"The lawsuit alleges the three professors sustained wrongful arrests and prosecution after the school's administration called Atlanta police and state troopers onto campus two years ago, brutally shutting down a protest encampment less than an hour after it began. The suit also alleges the school violated its own open expression policy."
"They reflect what is happening mostly at public universities, but is creeping into private ones—a very dark, authoritarian turn happening around the country. McAfee hopes to draw attention to the school's behavior with the complaint and help ensure the school never calls police onto the campus to quash a protest again."
"The trauma of that day, the violence of it, are so massive and so disruptive—and the administration has taken no ownership for what they did, and provided no apology."

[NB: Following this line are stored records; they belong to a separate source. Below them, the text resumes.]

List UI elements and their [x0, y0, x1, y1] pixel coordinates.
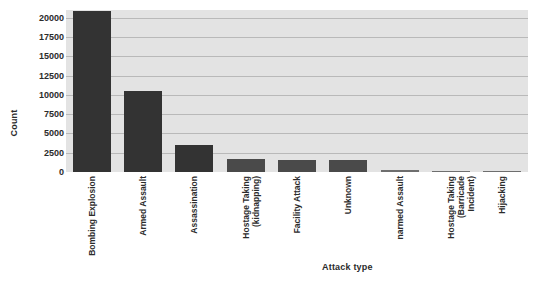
bar-chart: Count 0250050007500100001250015000175002… — [0, 0, 544, 296]
x-axis-tick-label: Hijacking — [497, 176, 507, 286]
x-axis-tick-label: Hostage Taking (Barricade Incident) — [446, 176, 476, 286]
x-axis-title: Attack type — [322, 262, 373, 272]
x-axis-tick-label: Facility Attack — [292, 176, 302, 286]
x-axis-tick-label: Assassination — [189, 176, 199, 286]
x-axis-tick-label: Armed Assault — [138, 176, 148, 286]
x-axis-tick-label: narmed Assault — [395, 176, 405, 286]
x-axis-tick-label: Hostage Taking (kidnapping) — [241, 176, 261, 286]
x-axis-tick-labels: Bombing ExplosionArmed AssaultAssassinat… — [0, 0, 544, 296]
x-axis-tick-label: Bombing Explosion — [87, 176, 97, 286]
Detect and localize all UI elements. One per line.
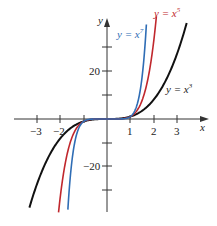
- y-axis: [102, 18, 112, 212]
- x-tick-label: 3: [174, 125, 180, 137]
- y-tick-label: 20: [89, 65, 101, 77]
- y-tick-label: −20: [83, 160, 101, 172]
- label-x5: y = x5: [153, 6, 181, 19]
- curve-x3: [29, 23, 186, 208]
- power-functions-chart: −3 −2 1 2 3 20 −20 y x y = x7 y = x5 y =…: [0, 0, 217, 226]
- x-tick-label: −3: [30, 125, 42, 137]
- label-x7: y = x7: [116, 27, 144, 40]
- chart-svg: −3 −2 1 2 3 20 −20 y x y = x7 y = x5 y =…: [0, 0, 217, 226]
- x-tick-label: −2: [53, 125, 65, 137]
- x-tick-label: 1: [127, 125, 133, 137]
- x-axis-label: x: [199, 121, 205, 133]
- x-tick-label: 2: [151, 125, 157, 137]
- y-axis-arrow-icon: [104, 18, 110, 27]
- y-axis-label: y: [97, 14, 103, 26]
- label-x3: y = x3: [165, 82, 193, 95]
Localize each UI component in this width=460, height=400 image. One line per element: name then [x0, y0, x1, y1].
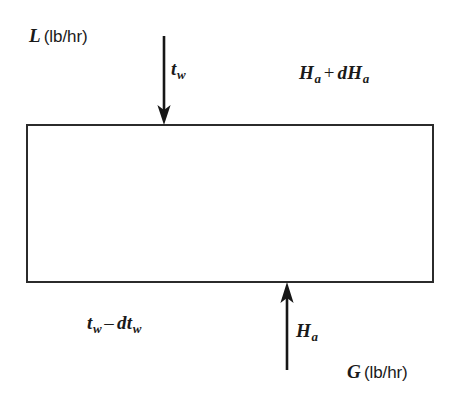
water-temp-out-subscript-2: w	[133, 321, 142, 336]
control-volume-rectangle	[26, 124, 434, 283]
water-inlet-arrow	[152, 34, 178, 130]
liquid-flow-units: (lb/hr)	[41, 27, 88, 46]
water-temp-out-symbol-2: dt	[117, 312, 132, 333]
air-enthalpy-out-label: Ha+dHa	[299, 63, 369, 82]
water-temp-out-label: tw–dtw	[87, 313, 141, 332]
liquid-flow-symbol: L	[29, 25, 41, 46]
water-temp-in-subscript: w	[177, 67, 186, 82]
water-temp-out-operator: –	[101, 312, 117, 333]
air-enthalpy-out-subscript-1: a	[314, 71, 321, 86]
water-temp-in-symbol: t	[171, 58, 176, 79]
air-enthalpy-out-operator: +	[321, 62, 338, 83]
gas-flow-units: (lb/hr)	[361, 363, 408, 382]
air-enthalpy-out-symbol-2: dH	[338, 62, 363, 83]
air-enthalpy-in-label: Ha	[296, 321, 318, 340]
gas-flow-label: G(lb/hr)	[347, 362, 408, 381]
liquid-flow-label: L(lb/hr)	[29, 26, 88, 45]
gas-flow-symbol: G	[347, 361, 361, 382]
air-enthalpy-in-symbol: H	[296, 320, 311, 341]
air-enthalpy-in-subscript: a	[311, 329, 318, 344]
air-enthalpy-out-symbol-1: H	[299, 62, 314, 83]
water-temp-out-symbol-1: t	[87, 312, 92, 333]
diagram-canvas: L(lb/hr) tw Ha+dHa tw–dtw Ha G(lb/hr)	[0, 0, 460, 400]
water-temp-out-subscript-1: w	[93, 321, 102, 336]
water-temp-in-label: tw	[171, 59, 185, 78]
air-enthalpy-out-subscript-2: a	[363, 71, 370, 86]
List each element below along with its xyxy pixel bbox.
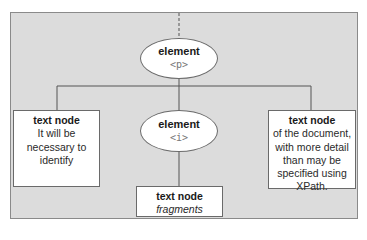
text-node-line: It will be <box>14 127 99 140</box>
text-node-left: text node It will be necessary to identi… <box>13 110 100 187</box>
element-node-label: element <box>141 118 217 131</box>
text-node-right: text node of the document, with more det… <box>268 110 356 189</box>
element-node-tag: <p> <box>141 58 217 71</box>
text-node-line: necessary to <box>14 141 99 154</box>
element-node-i: element <i> <box>140 110 218 152</box>
text-node-bottom: text node fragments <box>136 186 223 217</box>
text-node-line: fragments <box>137 203 222 216</box>
text-node-line: XPath. <box>269 180 355 193</box>
element-node-tag: <i> <box>141 131 217 144</box>
text-node-line: with more detail <box>269 141 355 154</box>
element-node-p: element <p> <box>140 38 218 79</box>
element-node-label: element <box>141 45 217 58</box>
text-node-label: text node <box>137 190 222 203</box>
text-node-label: text node <box>14 114 99 127</box>
text-node-line: than may be <box>269 154 355 167</box>
text-node-label: text node <box>269 114 355 127</box>
text-node-line: identify <box>14 154 99 167</box>
text-node-line: of the document, <box>269 127 355 140</box>
text-node-line: specified using <box>269 167 355 180</box>
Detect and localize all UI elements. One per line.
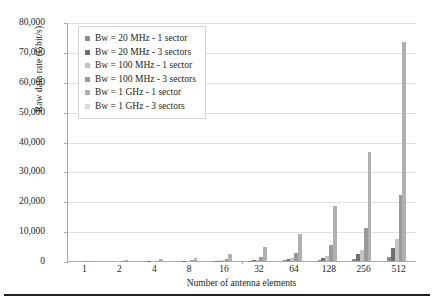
legend-item[interactable]: Bw = 100 MHz - 3 sectors	[85, 73, 196, 87]
bar-group-bars	[352, 22, 375, 261]
legend-label: Bw = 1 GHz - 1 sector	[95, 88, 181, 98]
legend-item[interactable]: Bw = 20 MHz - 3 sectors	[85, 46, 196, 60]
bar	[228, 254, 232, 261]
bar-group-bars	[318, 22, 341, 261]
x-tick-label: 32	[242, 264, 277, 274]
bar-group	[242, 22, 277, 261]
bar-group-bars	[248, 22, 271, 261]
y-tick-label: 10,000	[0, 226, 45, 236]
x-tick-label: 1	[67, 264, 102, 274]
legend-swatch-icon	[85, 77, 90, 82]
bar	[263, 247, 267, 261]
y-tick-label: 80,000	[0, 17, 45, 27]
bar	[194, 258, 198, 261]
legend: Bw = 20 MHz - 1 sectorBw = 20 MHz - 3 se…	[78, 26, 206, 119]
x-axis-title: Number of antenna elements	[67, 278, 416, 288]
bar-group	[207, 22, 242, 261]
bar-group-bars	[283, 22, 306, 261]
y-tick-label: 50,000	[0, 107, 45, 117]
bottom-divider	[4, 294, 430, 296]
legend-swatch-icon	[85, 90, 90, 95]
x-tick-label: 16	[207, 264, 242, 274]
y-tick-label: 60,000	[0, 77, 45, 87]
legend-item[interactable]: Bw = 1 GHz - 3 sectors	[85, 100, 196, 114]
legend-label: Bw = 20 MHz - 1 sector	[95, 34, 187, 44]
legend-item[interactable]: Bw = 100 MHz - 1 sector	[85, 59, 196, 73]
chart-figure: Raw data rate (Gbit/s) 010,00020,00030,0…	[0, 0, 434, 308]
x-tick-label: 8	[172, 264, 207, 274]
legend-label: Bw = 1 GHz - 3 sectors	[95, 102, 185, 112]
x-tick-label: 128	[311, 264, 346, 274]
bar-group-bars	[213, 22, 236, 261]
legend-swatch-icon	[85, 63, 90, 68]
bar-group-bars	[387, 22, 410, 261]
y-tick-label: 70,000	[0, 47, 45, 57]
bar	[333, 206, 337, 261]
legend-label: Bw = 100 MHz - 1 sector	[95, 61, 192, 71]
bar	[368, 152, 372, 261]
x-axis-ticks: 1248163264128256512	[67, 264, 416, 274]
legend-item[interactable]: Bw = 1 GHz - 1 sector	[85, 86, 196, 100]
bar	[298, 234, 302, 261]
x-tick-label: 4	[137, 264, 172, 274]
y-tick-label: 0	[0, 256, 45, 266]
bar-group	[381, 22, 416, 261]
x-tick-label: 64	[276, 264, 311, 274]
legend-item[interactable]: Bw = 20 MHz - 1 sector	[85, 32, 196, 46]
x-tick-mark	[242, 261, 243, 264]
legend-label: Bw = 20 MHz - 3 sectors	[95, 48, 191, 58]
y-tick-label: 20,000	[0, 196, 45, 206]
y-tick-mark	[64, 262, 68, 263]
x-tick-label: 256	[346, 264, 381, 274]
legend-swatch-icon	[85, 104, 90, 109]
x-tick-label: 2	[102, 264, 137, 274]
bar	[402, 42, 406, 261]
bar-group	[346, 22, 381, 261]
legend-swatch-icon	[85, 50, 90, 55]
y-tick-label: 40,000	[0, 137, 45, 147]
bar	[124, 260, 128, 261]
bar	[159, 259, 163, 261]
bar-group	[312, 22, 347, 261]
y-tick-label: 30,000	[0, 166, 45, 176]
legend-swatch-icon	[85, 36, 90, 41]
x-tick-label: 512	[381, 264, 416, 274]
legend-label: Bw = 100 MHz - 3 sectors	[95, 75, 196, 85]
bar-group	[277, 22, 312, 261]
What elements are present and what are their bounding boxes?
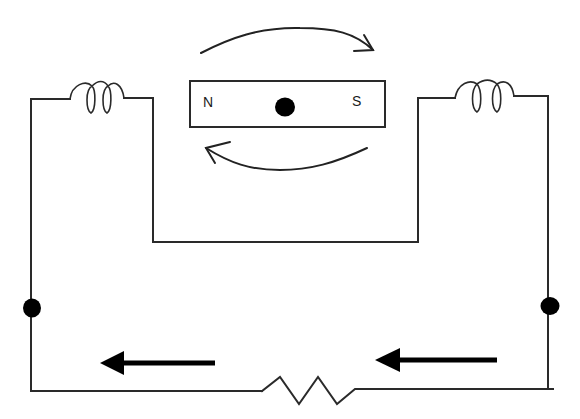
magnet-north-label: N	[203, 94, 213, 110]
left-wire-loop	[31, 98, 455, 391]
right-junction-dot-icon	[541, 297, 560, 315]
magnet-south-label: S	[352, 93, 361, 109]
generator-circuit-diagram: N S	[0, 0, 580, 419]
bar-magnet: N S	[190, 81, 385, 127]
resistor-icon	[262, 377, 553, 404]
rotation-arrow-bottom-icon	[206, 142, 367, 170]
magnet-pivot-dot-icon	[275, 98, 295, 117]
left-coil-icon	[70, 82, 124, 114]
current-arrow-right-icon	[375, 348, 497, 372]
right-wire-loop	[514, 96, 548, 389]
current-arrow-left-icon	[100, 351, 215, 375]
left-junction-dot-icon	[23, 299, 41, 318]
rotation-arrow-top-icon	[201, 28, 373, 53]
right-coil-icon	[455, 80, 514, 112]
bottom-wire	[32, 377, 553, 404]
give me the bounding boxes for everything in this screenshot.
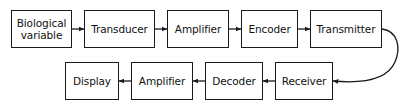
node-transducer[interactable]: Transducer [84, 10, 155, 48]
node-label-decoder: Decoder [210, 75, 257, 88]
node-amplifier-bottom[interactable]: Amplifier [131, 62, 193, 100]
node-label-transmitter: Transmitter [315, 23, 378, 36]
node-biological-variable[interactable]: Biological variable [11, 10, 72, 48]
node-label-display: Display [71, 75, 113, 88]
node-encoder[interactable]: Encoder [241, 10, 298, 48]
node-display[interactable]: Display [65, 62, 119, 100]
node-label-amplifier-bottom: Amplifier [137, 75, 187, 88]
node-decoder[interactable]: Decoder [205, 62, 263, 100]
node-label-receiver: Receiver [280, 75, 329, 88]
node-label-encoder: Encoder [246, 23, 292, 36]
node-label-amplifier-top: Amplifier [173, 23, 223, 36]
node-label-biological-variable: Biological variable [15, 17, 69, 42]
node-transmitter[interactable]: Transmitter [310, 10, 382, 48]
block-diagram: Biological variableTransducerAmplifierEn… [0, 0, 407, 109]
node-receiver[interactable]: Receiver [275, 62, 333, 100]
node-amplifier-top[interactable]: Amplifier [167, 10, 229, 48]
node-label-transducer: Transducer [89, 23, 150, 36]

Emory University, one of the nation's wealthiest private institutions with the 12th-largest endowment, confronted multiple crises during spring 2024. Three tenured professors filed a civil lawsuit alleging wrongful arrests and prosecution after the administration called police to violently shut down a protest encampment against Israel's Gaza assault. The suit claims the school violated its own open expression policy. Beyond the protests, Emory faced additional controversies including demands to remove Flock surveillance cameras, Black law school students protesting the administration's response to a student's racist social media posts and emails, and the subsequent expulsion of that student. Philosophy department chair Noelle McAfee characterizes these events as reflecting an authoritarian turn spreading from public to private universities, with lasting trauma affecting faculty and students.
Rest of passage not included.